Houston A. Baker, Jr. (born March 22, 1943, Louisville, Kentucky, U.S.) is an American educator and critic who proposed new standards, based on African American culture and values, for the interpretation and evaluation of literature.
Baker attended Howard University (B.A, 1965), the University of Edinburgh, and the University of California at Los Angeles (M.A., 1966; Ph.D., 1968) and taught at Yale and Cornell universities, Haverford College, the University of Virginia, the University of Pennsylvania (where he directed the Afro-American studies program from 1974 to 1977), Duke University, and Vanderbilt University.

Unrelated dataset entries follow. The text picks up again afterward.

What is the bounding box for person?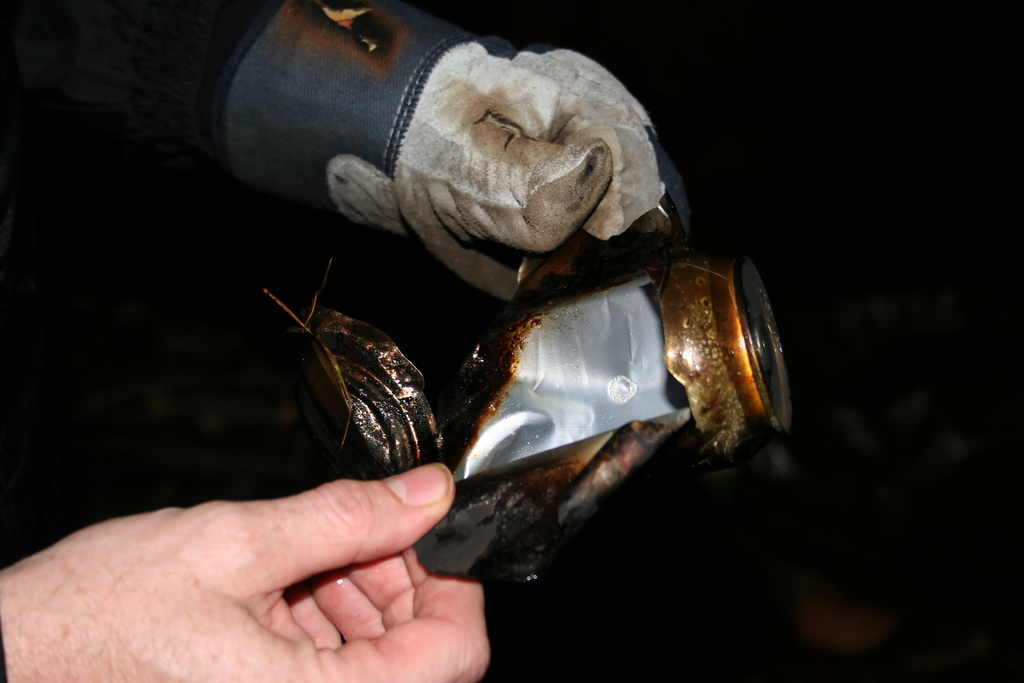
box=[0, 0, 693, 682].
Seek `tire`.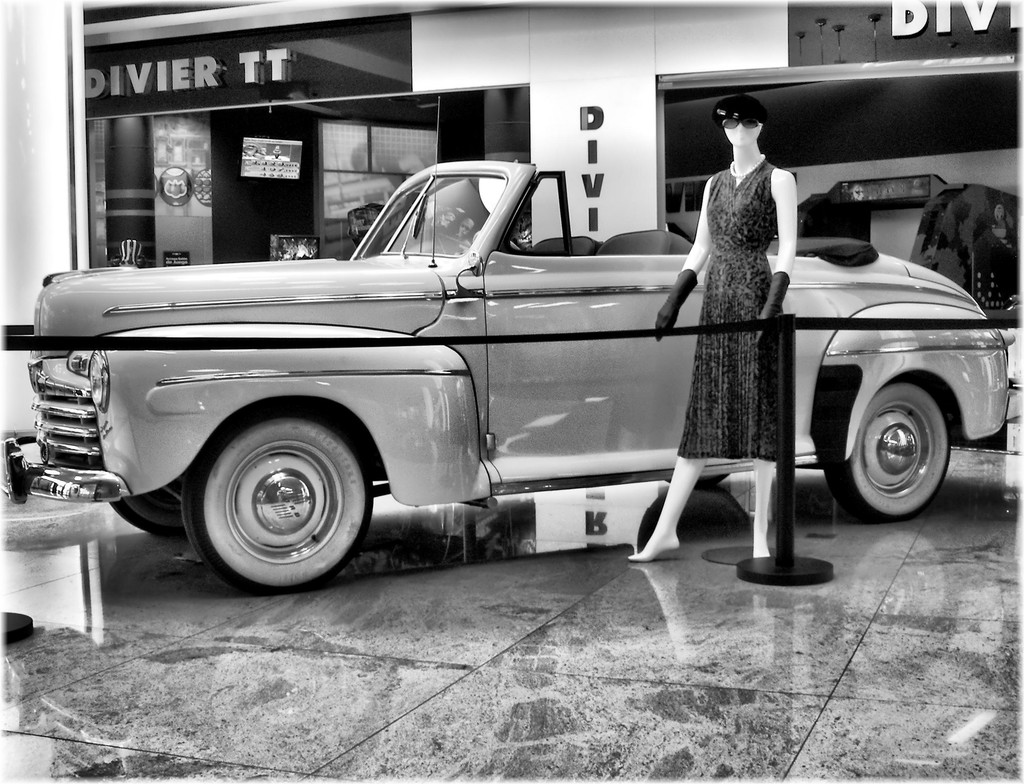
l=184, t=413, r=376, b=596.
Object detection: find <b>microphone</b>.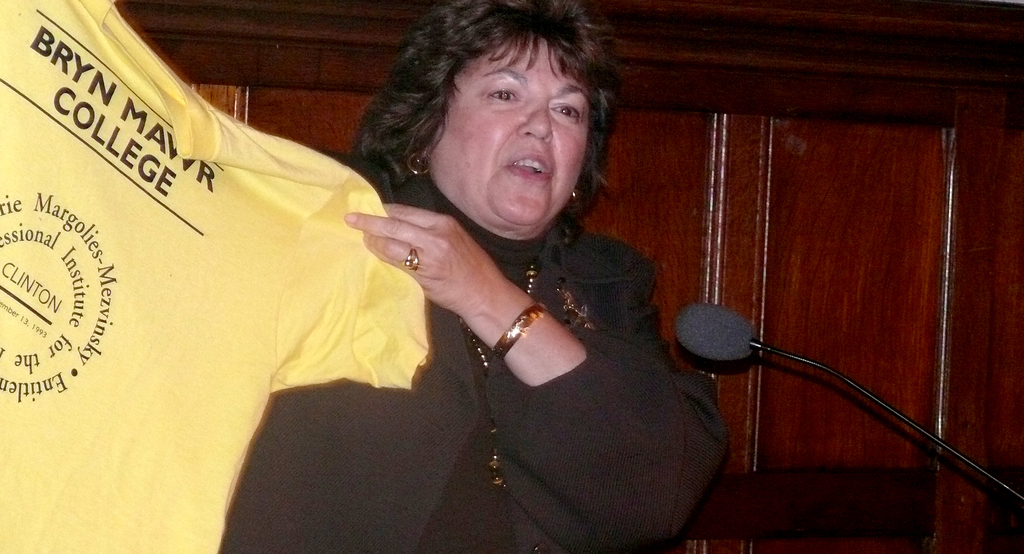
[left=673, top=302, right=753, bottom=360].
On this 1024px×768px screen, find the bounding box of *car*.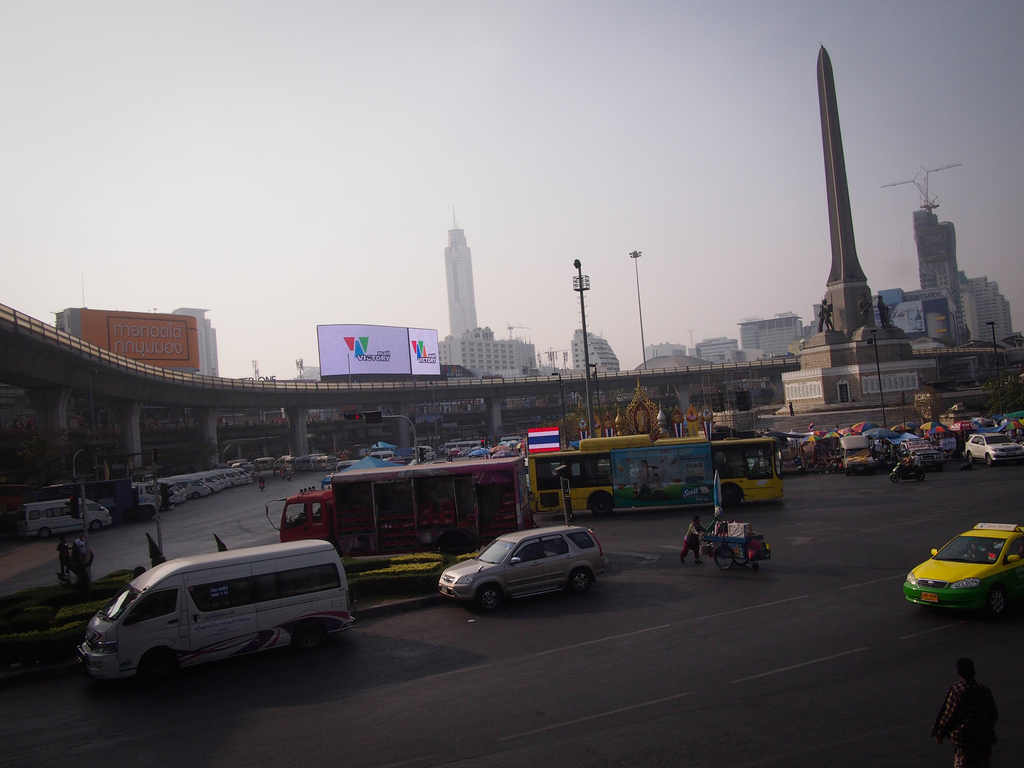
Bounding box: region(435, 527, 606, 609).
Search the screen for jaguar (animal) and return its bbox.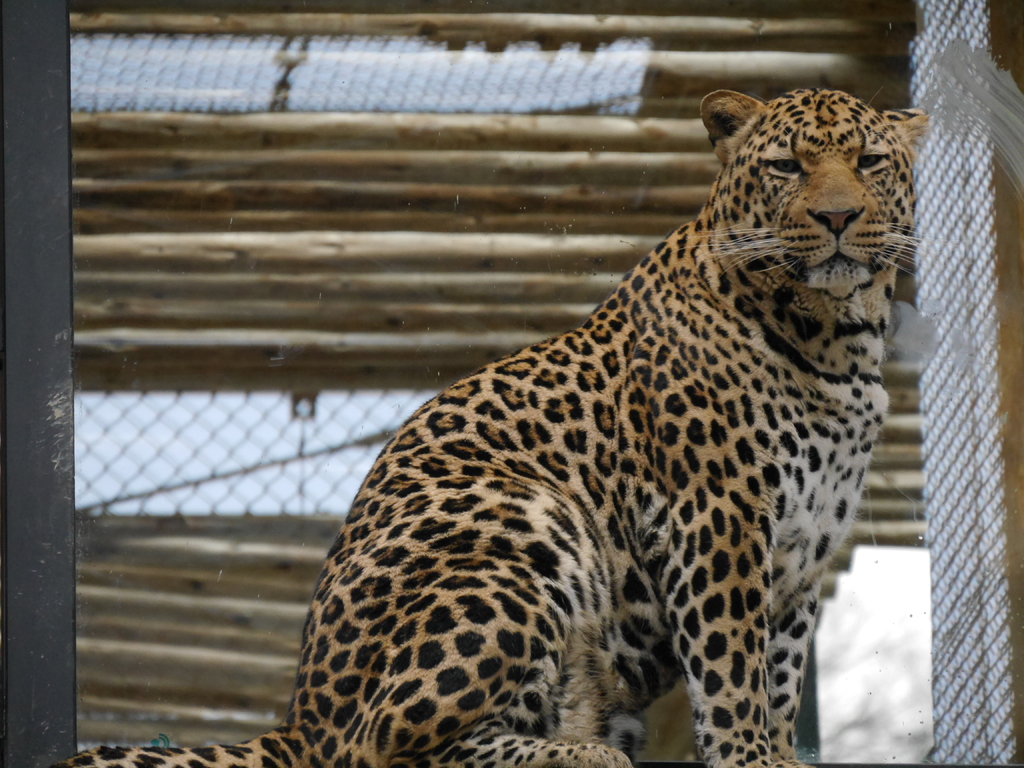
Found: region(51, 88, 932, 767).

Besides writing several volumes of poetry and editing collections of poetry and essays, Baker wrote the studies Long Black Song (1972), Singers of Daybreak (1974), The Journey Back (1980), Modernism and the Harlem Renaissance (1987), Workings of the Spirit: The Poetics of Afro-American Women’s Writing (1991), Black Studies, Rap, and the Academy (1993), Turning South Again: Rethinking Modernism/Rereading Booker T (2001), Critical Memory: Public Spheres, African American Writing, and Black Fathers and Sons in America (2001), and Betrayal: How Black Intellectuals Have Abandoned the Ideals of the Civil Rights Era (2008). Baker’s literary theory and criticism emphasizes the distinctiveness of an African American mode of representation (both in literature and, more generally, in culture) and the ways in which criteria for judgment and appreciation must engage with paradigms outside the mainstream nonblack academic and critical traditions. In Blues, Ideology, and Afro-American Literature (1984), he discussed the dominant African American musical idiom both as a synthesis of traditional and modern black responses to life and as a vernacular paradigm for American culture as a whole.
The works of Frederick Douglass, W.E.B. Du Bois, Booker T. Washington, Richard Wright, and Ralph Ellison figure prominently in Baker’s studies because of the wide canvas upon which they display the vitality of black culture and its struggle for communication. The breadth of his concerns is indicated by his familiarity with early black writers, including Phillis Wheatley, Jupiter Hammon, and David Walker; with theoretical formulations such as semiotics and deconstruction; and with the full range of historical, social, political, and economic elements of African American culture.